Croatia ground out the points they needed in Toronto, Ante Budimir's 54th-minute goal enough to beat a Panama side that created almost nothing across ninety minutes. The margin was a single goal but the scoreline flattered no one: this was a match decided by one moment of clarity in a game otherwise defined by caution and clenched defensive lines.
Panama set up in a five-man defence under Thomas Christiansen, the logic plain enough at kick-off. Keep it tight, make Croatia work, hope for something on the break. The problem was that the plan offered no genuine outlet. Panama finished the match with a single shot, and that was blocked before it reached the keeper. Their expected-goals figure of 0.06 tells you everything about how little they threatened Dominik Livaković, who did not need to make a save all evening. Nine fouls conceded, zero corners won, zero shots on target. The statistics paint a portrait of a team that came to BMO Field to survive and found that even that was beyond them.
Croatia, for all their possession, were barely more inventive in the attacking sense. Zlatko Dalic's 4-2-3-1 controlled the ball comfortably, 64 per cent of it, and completed 272 of 310 passes at an 88 per cent accuracy rate. But territory and tempo are not the same thing, and for long stretches of the first half Croatia circulated patiently without carving anything open. Two total shots across the whole match, one of them from outside the box, is a return that even a winning side has to acknowledge as modest. Croatia's own expected-goals figure of 0.05 tells a similar story. Both teams, in truth, played as if a single goal would be enough.
The goal, when it came, was straightforward. Josip Stanišić supplied the delivery in the 54th minute and Budimir, arriving as a substitute, converted. One touch, three points. Dalic could scarcely have scripted it more efficiently, even if the neutrals in the ground would have welcomed a little more adventure on either side.

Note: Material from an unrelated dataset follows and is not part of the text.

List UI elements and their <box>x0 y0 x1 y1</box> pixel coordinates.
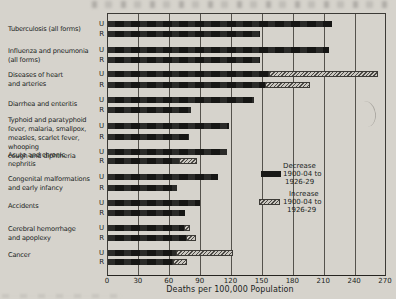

Luka Modrić continued to pull the strings in midfield, his passing economy a cut above those around him. His reading of the game's tempo remains uncanny, and even in a match this constrained he found angles others could not see. He did not produce a moment of match-winning invention, but then the match did not demand one from him. Croatia simply needed to be better than Panama, and they were.
Josip Šutalo had the most assured evening of the Croatian defenders, composed whenever Panama's forwards attempted to spin in behind on the rare occasions the ball arrived in useful positions. Joško Gvardiol was less prominent going forward than his reputation might lead you to expect, which reflects how little Panama's deep block invited overlapping runs.
For Panama, Yoel Bárcenas was their liveliest performer in a match where liveliness was at a premium. He pressed well and found pockets of space, but without supply from midfield he could not manufacture anything serious. José Fajardo, isolated as Panama's lone striker against a well-organised back four, was asked to press rather than receive and spent most of the evening running into dead ends.
The group picture is now sharper. Croatia move to three points with a final match to play, alive but reliant on results elsewhere, given England and Ghana sit above them on four points apiece. Panama, still without a goal or a point in this tournament, are eliminated. It was not a night to savour from a neutral's seat, but for Croatia, the result was the only thing that mattered.